José Rubén Zamora, the founder and editor of elPeriódico, is a
journalist of extraordinary courage and seemingly divine luck - he
has survived several assassination attempts. Last year elPeriódico
published an article about the Guatemalan government that began with
the straightforwardness of a dark fairy tale: "At the end of the
1970's, the army established a new organization to detect the
importation of weapons and ammunition destined for the Guatemalan
guerrillas. With the passing of time this organization spread its
tentacles and penetrated other key institutions of the state, which
served as the platform for the successful launching of operations of
contraband, the stealing of coffee shipments, narcotics trafficking,
trafficking in immigrants, auto theft, kidnappings and bank
robberies."

If, by 1982, the guerrillas had essentially been defeated militarily,
the ensuing years until the peace accords "served as the smoke screen
with which this organization converted the Guatemalan state into the
criminal state which, with complete impunity, dedicated itself to
assaulting Guatemalans." Never before had the development and
structure of those organizations and their penetration of every level
of Guatemalan military and civil society been so precisely described,
its participants identified by name.

Last summer, armed thugs broke into Mr. Zamora's home, and in front
of his wife and children, terrorized him at gunpoint. Not
coincidentally, elPeriódico had just published a particularly harsh
editorial, signed by Mr. Zamora, against General Ríos Montt.

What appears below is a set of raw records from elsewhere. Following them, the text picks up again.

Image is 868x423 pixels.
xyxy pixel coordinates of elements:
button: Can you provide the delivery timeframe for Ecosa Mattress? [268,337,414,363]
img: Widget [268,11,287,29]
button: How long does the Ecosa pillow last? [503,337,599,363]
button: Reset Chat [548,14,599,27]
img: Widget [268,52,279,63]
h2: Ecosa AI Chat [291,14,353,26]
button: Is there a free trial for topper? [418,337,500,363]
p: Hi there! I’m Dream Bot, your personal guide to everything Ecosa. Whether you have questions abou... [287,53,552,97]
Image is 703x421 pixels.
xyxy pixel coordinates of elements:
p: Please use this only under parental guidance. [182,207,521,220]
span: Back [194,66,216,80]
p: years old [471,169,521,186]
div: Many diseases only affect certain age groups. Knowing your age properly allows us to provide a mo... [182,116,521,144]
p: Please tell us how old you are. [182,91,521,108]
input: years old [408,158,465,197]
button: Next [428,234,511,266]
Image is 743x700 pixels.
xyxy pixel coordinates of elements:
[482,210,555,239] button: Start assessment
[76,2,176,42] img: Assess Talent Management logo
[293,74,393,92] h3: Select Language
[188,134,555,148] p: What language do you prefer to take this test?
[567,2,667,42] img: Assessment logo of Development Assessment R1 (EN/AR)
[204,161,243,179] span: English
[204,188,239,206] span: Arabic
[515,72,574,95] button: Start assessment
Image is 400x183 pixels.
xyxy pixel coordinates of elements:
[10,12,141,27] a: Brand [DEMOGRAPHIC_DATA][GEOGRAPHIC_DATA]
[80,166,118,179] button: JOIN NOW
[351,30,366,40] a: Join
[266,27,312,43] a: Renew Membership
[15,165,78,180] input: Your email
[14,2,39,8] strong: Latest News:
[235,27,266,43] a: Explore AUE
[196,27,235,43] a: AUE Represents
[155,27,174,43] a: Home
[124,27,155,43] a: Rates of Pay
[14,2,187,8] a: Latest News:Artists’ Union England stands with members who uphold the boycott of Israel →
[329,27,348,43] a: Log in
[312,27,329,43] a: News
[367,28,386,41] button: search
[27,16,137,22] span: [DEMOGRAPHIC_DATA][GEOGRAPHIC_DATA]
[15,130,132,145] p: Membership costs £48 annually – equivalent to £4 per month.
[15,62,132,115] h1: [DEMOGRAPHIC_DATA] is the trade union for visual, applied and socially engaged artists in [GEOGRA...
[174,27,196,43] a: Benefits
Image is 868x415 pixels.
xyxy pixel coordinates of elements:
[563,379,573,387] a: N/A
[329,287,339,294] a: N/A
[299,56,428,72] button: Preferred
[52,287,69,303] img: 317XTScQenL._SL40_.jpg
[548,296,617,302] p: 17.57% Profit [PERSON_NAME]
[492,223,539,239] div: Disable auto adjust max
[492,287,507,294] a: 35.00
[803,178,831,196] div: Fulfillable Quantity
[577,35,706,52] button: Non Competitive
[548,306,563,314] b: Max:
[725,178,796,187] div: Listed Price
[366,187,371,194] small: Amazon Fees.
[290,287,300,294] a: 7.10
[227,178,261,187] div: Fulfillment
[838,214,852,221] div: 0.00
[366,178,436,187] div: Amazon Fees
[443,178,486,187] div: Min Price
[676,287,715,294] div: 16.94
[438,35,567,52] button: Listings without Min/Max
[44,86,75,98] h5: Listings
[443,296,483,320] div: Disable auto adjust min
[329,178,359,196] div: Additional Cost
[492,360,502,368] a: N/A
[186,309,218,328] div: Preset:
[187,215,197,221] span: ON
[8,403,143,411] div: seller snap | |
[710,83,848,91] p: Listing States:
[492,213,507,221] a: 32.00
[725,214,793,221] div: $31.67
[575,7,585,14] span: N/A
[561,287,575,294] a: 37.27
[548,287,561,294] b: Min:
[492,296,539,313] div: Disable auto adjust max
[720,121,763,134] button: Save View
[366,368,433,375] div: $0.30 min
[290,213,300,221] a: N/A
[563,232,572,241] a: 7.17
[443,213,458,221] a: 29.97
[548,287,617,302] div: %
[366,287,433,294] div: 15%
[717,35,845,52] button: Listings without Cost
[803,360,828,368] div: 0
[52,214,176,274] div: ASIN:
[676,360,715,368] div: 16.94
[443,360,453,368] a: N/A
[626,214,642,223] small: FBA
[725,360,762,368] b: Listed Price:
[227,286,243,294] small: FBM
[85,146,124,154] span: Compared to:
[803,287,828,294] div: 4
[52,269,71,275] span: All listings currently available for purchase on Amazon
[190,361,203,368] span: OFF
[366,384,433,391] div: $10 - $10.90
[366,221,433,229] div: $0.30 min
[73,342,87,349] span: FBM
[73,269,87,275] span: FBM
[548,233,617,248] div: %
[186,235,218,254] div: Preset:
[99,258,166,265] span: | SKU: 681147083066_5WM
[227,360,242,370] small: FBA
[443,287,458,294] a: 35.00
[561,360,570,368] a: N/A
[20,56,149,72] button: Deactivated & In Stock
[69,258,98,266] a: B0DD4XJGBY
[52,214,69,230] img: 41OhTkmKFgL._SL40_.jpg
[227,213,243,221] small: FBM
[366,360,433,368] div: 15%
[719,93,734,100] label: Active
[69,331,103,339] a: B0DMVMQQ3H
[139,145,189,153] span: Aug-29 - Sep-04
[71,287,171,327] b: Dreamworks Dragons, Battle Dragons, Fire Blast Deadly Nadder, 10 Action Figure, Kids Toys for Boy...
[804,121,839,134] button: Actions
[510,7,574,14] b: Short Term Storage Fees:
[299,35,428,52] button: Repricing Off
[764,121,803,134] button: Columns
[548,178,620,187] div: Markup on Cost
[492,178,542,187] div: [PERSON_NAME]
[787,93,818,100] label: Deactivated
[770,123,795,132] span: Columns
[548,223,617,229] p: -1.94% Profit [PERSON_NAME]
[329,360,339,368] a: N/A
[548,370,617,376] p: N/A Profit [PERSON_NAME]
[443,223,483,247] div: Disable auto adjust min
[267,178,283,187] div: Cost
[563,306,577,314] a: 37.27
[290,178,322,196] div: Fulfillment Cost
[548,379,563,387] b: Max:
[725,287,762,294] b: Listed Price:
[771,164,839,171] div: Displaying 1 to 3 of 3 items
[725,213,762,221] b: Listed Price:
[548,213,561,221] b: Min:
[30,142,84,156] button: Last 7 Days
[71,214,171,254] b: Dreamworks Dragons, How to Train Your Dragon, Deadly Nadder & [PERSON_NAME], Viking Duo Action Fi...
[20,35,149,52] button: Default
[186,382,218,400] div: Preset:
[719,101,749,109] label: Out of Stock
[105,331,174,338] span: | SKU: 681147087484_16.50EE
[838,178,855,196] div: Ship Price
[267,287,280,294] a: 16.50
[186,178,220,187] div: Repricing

Many of the gangsters, military and civilian, identified by Mr.
Zamora, have held posts in the government of President Alfonso
Portillo, who has widely been perceived as General Ríos Montt's
puppet. According to Mr. Zamora and others, the Guatemalan Army has
been purged of officers who are not involved in, or indebted to, this
criminal organization. No civilian president has been able to
challenge the power of the army seriously.

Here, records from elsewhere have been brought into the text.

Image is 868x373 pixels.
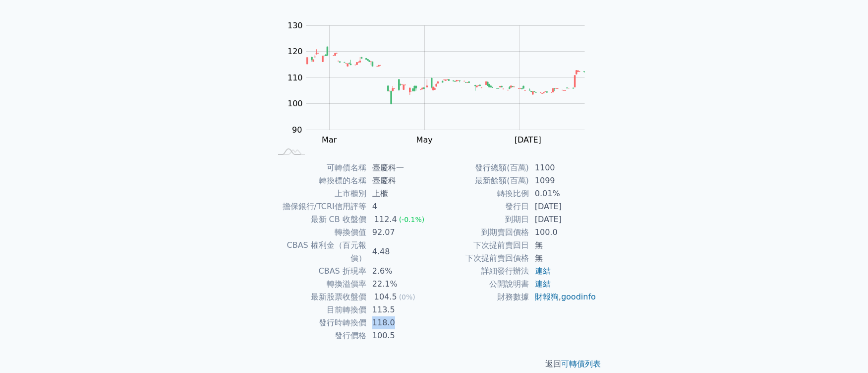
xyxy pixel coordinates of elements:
[367,264,434,277] td: 2.6%
[529,213,597,225] td: [DATE]
[272,277,367,290] td: 轉換溢價率
[272,329,367,342] td: 發行價格
[288,73,303,83] tspan: 110
[561,292,596,301] a: goodinfo
[367,187,434,200] td: 上櫃
[373,213,400,225] div: 112.4
[288,21,303,30] tspan: 130
[367,329,434,342] td: 100.5
[400,215,426,223] span: (-0.1%)
[434,213,529,225] td: 到期日
[819,325,868,373] div: 聊天小工具
[400,293,416,301] span: (0%)
[272,316,367,329] td: 發行時轉換價
[367,175,434,187] td: 臺慶科
[367,316,434,329] td: 118.0
[529,162,597,175] td: 1100
[561,359,601,368] a: 可轉債列表
[272,290,367,303] td: 最新股票收盤價
[529,225,597,238] td: 100.0
[417,135,433,145] tspan: May
[288,47,303,56] tspan: 120
[367,162,434,175] td: 臺慶科一
[535,279,551,288] a: 連結
[434,175,529,187] td: 最新餘額(百萬)
[819,325,868,373] iframe: Chat Widget
[434,251,529,264] td: 下次提前賣回價格
[367,277,434,290] td: 22.1%
[529,200,597,213] td: [DATE]
[434,264,529,277] td: 詳細發行辦法
[272,162,367,175] td: 可轉債名稱
[434,277,529,290] td: 公開說明書
[272,187,367,200] td: 上市櫃別
[367,200,434,213] td: 4
[260,358,609,370] p: 返回
[529,290,597,303] td: ,
[292,125,302,135] tspan: 90
[535,292,559,301] a: 財報狗
[288,99,303,108] tspan: 100
[434,162,529,175] td: 發行總額(百萬)
[367,303,434,316] td: 113.5
[272,238,367,264] td: CBAS 權利金（百元報價）
[434,290,529,303] td: 財務數據
[272,303,367,316] td: 目前轉換價
[529,175,597,187] td: 1099
[515,135,541,145] tspan: [DATE]
[434,238,529,251] td: 下次提前賣回日
[367,238,434,264] td: 4.48
[322,135,337,145] tspan: Mar
[272,175,367,187] td: 轉換標的名稱
[529,187,597,200] td: 0.01%
[272,213,367,225] td: 最新 CB 收盤價
[434,200,529,213] td: 發行日
[434,187,529,200] td: 轉換比例
[434,225,529,238] td: 到期賣回價格
[529,251,597,264] td: 無
[272,225,367,238] td: 轉換價值
[272,264,367,277] td: CBAS 折現率
[283,21,600,165] g: Chart
[535,266,551,275] a: 連結
[272,200,367,213] td: 擔保銀行/TCRI信用評等
[529,238,597,251] td: 無
[367,225,434,238] td: 92.07
[373,290,400,303] div: 104.5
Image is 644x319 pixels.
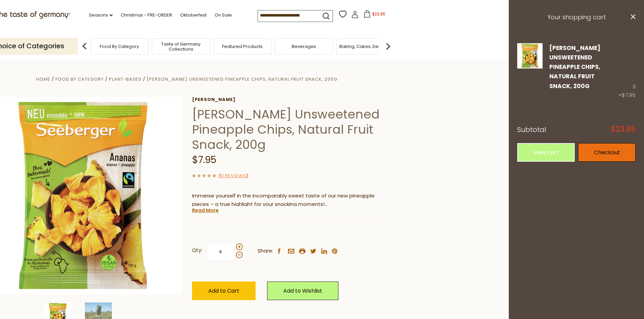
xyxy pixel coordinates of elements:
[518,44,542,100] a: Seeberger Unsweetened Pineapple Chips, Natural Fruit Snack, 200g
[154,41,208,52] a: Taste of Germany Collections
[192,207,219,214] a: Read More
[221,173,246,179] a: 0 Reviews
[518,125,547,134] span: Subtotal
[339,44,392,49] a: Baking, Cakes, Desserts
[360,10,389,20] button: $23.85
[192,107,390,153] h1: [PERSON_NAME] Unsweetened Pineapple Chips, Natural Fruit Snack, 200g
[619,44,635,100] div: 3 ×
[192,282,256,300] button: Add to Cart
[518,143,575,162] a: View cart
[578,143,635,162] a: Checkout
[267,282,339,300] a: Add to Wishlist
[219,173,248,179] span: ( )
[214,12,232,19] a: On Sale
[109,76,142,82] a: Plant-Based
[382,39,395,53] img: next arrow
[550,44,600,90] a: [PERSON_NAME] Unsweetened Pineapple Chips, Natural Fruit Snack, 200g
[192,246,202,255] strong: Qty:
[121,12,172,19] a: Christmas - PRE-ORDER
[147,76,337,82] a: [PERSON_NAME] Unsweetened Pineapple Chips, Natural Fruit Snack, 200g
[55,76,104,82] a: Food By Category
[207,243,235,261] input: Qty:
[222,44,262,49] a: Featured Products
[291,44,316,49] a: Beverages
[518,44,542,68] img: Seeberger Unsweetened Pineapple Chips, Natural Fruit Snack, 200g
[36,76,50,82] a: Home
[621,92,635,99] span: $7.95
[192,153,217,166] span: $7.95
[192,192,390,209] p: Immerse yourself in the incomparably sweet taste of our new pineapple pieces – a true highlight f...
[100,44,139,49] a: Food By Category
[372,11,385,17] span: $23.85
[89,12,113,19] a: Seasons
[208,287,239,295] span: Add to Cart
[78,39,92,53] img: previous arrow
[257,247,273,256] span: Share:
[192,97,390,102] a: [PERSON_NAME]
[180,12,206,19] a: Oktoberfest
[611,126,635,133] span: $23.85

So maybe it doesn't matter who is finally elected president. Helen
Mack, a prominent human rights advocate whose sister was killed 13
years ago by a military death squad, has said she does not expect the
election to change anything in Guatemala. Ever since the peace
accords and the 1998 United Nations-sponsored Truth Commission, whose
conclusions have jeopardized the army's impunity for its crimes, the
goal of the brotherhood of past and current military officers has
been to regain control of the country, including its major political
parties. The army's power is based on organized crime, from which has
arisen a new social class of complicit officers and corrupt
officials, protected by a narrative of lies: a relentless campaign of
misinformation to erase from public memory the army's crimes, and
denial of all the country's problems.

Since the signing of the accords, the United Nations peace-monitoring
mission has played a critical role in Guatemala. The mission's often
intrusive presence has provided the only reliable protection and
support the country's independent journalists and jurists and human
rights organizations have known. The mission's charter was to end in
January, when it would have had to leave the country, but its
presence is so obviously needed that this fall its mandate was
extended for another year. Meanwhile the United Nations, in
conjunction with the United States, human rights groups and others,
has been discussing an initiative to form another international
commission to investigate wrongdoing in Guatemala. The commission,
which would be under United Nations-sponsorship, is the country's
last best hope. But obstacles remain, including ratification by the
Guatemalan Congress, which is currently led by General Ríos Montt.

What chance, then, can "democracy" really have in Guatemala, a
remote, rainy, mountainous and captive country whose current
political circumstances resemble a terrifying story by Lovecraft or
Stoker? Guatemala isn't the only place in the world where law,
language and life are treated with contempt. But if the international
community cannot free this small country's democracy from usurpation
by a criminal army-mafia, how can it succeed elsewhere?


Francisco Goldman is author of the forthcoming novel, "The Divine Husband."